Whether the dead organisms detected by PCR were intact or were in the process of disintegration is not known. Similarly, in studies of infection with Borrelia burgdorferi, it is not clear whether whole spirochetes, membrane-associated extrachromosomal DNA, or soluble DNA is detected by PCR in various biological fluids such as cerebrospinal fluid, urine, and the milk of lactating women (11, 16, 17).
Our kinetic studies also shed light on the host immune response during the early phase of T. pallidum infection. We found an early, but temporary, drop in treponemal DNA at the site of inoculation (particularly the skin) in nonimmune rabbits infected with T. pallidum (Fig. 1). This seemed to be associated with the early systemic dissemination of treponemes, as previously reported for both rabbits and guinea pigs (5, 14, 27). This pattern was markedly different than that for immune rabbits, in which elimination of treponemal DNA was rapid and sustained (Fig. 1).
It is not certain exactly how treponemal DNA is eliminated in rabbits injected with killed T. pallidum because few mononuclear infiltrating cells were found at the site of infection (data not shown). In the immune group, a brisk immune response occurred; mononuclear cells were detected histologically by 24 h. However, the immune response appeared to be relatively inefficient in nonimmune rabbits, because recruitment of mononuclear infiltrating cells was delayed by more than 5 days and the mononuclear cell response peaked at 10 to 15 days and subsided thereafter.
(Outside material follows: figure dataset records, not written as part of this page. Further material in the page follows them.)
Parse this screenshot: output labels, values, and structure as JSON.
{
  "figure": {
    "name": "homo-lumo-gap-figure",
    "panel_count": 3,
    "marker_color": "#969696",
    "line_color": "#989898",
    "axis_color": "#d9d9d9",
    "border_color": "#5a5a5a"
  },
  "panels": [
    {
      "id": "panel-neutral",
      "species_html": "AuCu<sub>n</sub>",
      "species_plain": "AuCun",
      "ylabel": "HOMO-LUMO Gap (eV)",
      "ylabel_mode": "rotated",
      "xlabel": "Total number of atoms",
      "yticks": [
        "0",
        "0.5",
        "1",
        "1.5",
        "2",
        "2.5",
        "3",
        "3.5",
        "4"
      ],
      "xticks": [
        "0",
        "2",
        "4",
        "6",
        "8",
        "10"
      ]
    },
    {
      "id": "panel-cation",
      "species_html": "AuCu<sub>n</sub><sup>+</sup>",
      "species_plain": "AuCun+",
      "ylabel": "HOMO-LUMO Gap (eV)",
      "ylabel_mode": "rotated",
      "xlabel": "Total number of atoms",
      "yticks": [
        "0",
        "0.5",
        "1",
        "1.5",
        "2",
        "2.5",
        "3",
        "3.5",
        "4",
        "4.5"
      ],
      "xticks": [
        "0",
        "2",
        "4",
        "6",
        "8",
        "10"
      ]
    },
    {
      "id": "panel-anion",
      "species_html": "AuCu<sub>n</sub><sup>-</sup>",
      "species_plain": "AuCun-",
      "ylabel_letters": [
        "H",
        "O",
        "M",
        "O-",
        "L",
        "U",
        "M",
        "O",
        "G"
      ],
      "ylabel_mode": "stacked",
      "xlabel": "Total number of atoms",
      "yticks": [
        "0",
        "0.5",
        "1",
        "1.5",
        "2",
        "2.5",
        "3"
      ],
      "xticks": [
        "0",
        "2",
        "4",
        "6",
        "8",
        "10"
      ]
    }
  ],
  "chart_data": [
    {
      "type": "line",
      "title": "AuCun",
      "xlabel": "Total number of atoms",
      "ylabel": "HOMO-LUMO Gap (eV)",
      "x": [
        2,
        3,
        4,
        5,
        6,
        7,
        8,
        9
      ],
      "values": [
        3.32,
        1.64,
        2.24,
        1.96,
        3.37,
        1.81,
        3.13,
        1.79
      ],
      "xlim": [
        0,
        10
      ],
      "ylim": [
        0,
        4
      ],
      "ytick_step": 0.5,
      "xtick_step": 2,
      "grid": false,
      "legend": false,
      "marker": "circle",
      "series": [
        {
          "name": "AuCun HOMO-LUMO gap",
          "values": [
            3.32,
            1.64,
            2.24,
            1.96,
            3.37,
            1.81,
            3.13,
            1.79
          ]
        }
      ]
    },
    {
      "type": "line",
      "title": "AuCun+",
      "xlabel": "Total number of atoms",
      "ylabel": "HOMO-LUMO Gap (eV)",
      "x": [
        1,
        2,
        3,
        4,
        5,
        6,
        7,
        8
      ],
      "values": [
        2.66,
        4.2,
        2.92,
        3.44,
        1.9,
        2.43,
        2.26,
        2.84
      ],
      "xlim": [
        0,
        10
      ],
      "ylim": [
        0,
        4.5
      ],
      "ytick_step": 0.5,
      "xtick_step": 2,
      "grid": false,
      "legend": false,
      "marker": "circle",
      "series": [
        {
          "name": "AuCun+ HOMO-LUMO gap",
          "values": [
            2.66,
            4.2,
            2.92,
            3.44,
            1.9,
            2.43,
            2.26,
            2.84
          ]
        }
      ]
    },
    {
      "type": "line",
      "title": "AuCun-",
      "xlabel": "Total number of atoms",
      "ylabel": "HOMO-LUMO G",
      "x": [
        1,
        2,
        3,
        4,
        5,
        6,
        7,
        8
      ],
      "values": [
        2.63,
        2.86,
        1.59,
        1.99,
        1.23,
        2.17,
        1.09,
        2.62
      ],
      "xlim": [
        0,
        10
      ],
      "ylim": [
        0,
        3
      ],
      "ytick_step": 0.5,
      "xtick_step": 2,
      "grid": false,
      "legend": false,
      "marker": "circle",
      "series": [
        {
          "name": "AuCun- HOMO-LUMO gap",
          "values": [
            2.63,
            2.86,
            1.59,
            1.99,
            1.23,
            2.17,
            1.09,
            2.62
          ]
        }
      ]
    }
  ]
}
The extremely slow removal of T. pallidum in nonimmune rabbits also corroborates the natural history studies of humans in which untreated patients developed secondary disseminated disease and up to 25% of patients relapsed within 1 year of the onset of latency (6). Thus, both clinical and laboratory studies indicate that the development of immunity to syphilis is a slow and incomplete process that is efficient in promoting latency and preventing reinfection but that may not eliminate the pathogen from the host (22). Our previous (24) and present findings with the rabbit model do not support the concept of an efficient immune clearance of treponemes from the primary site of infection as has been proposed by some investigators with the same animal model (1, 9, 10, 19). Differences in methodologies and reagents may account for the discrepancies in results and interpretation.
In conclusion, the data presented herein show that in syphilis, the elimination of the pathogen from the site of inoculation is a protracted and incomplete process. They also suggest that the presence of treponemal DNA in specimens obtained from untreated hosts or collected a month after treatment indicates the presence of living organisms.
ACKNOWLEDGMENTS
We thank Diana Decker for preparation of the histopathological samples, the Photography and Illustration Unit for their excellent work, Kathy Vindittie for preparation of the manuscript, and Felix Milgrom and Murray King for reading the manuscript and editorial comments.
This work was supported by Public Health Service grant A121833 from the National Institute of Allergy and Infectious Diseases.
Footnotes
This paper is dedicated to Mary Pangborn, the discoverer of cardiolipin at the Division of Laboratories and Research, New York State Department of Health, Albany, for her 90th birthday.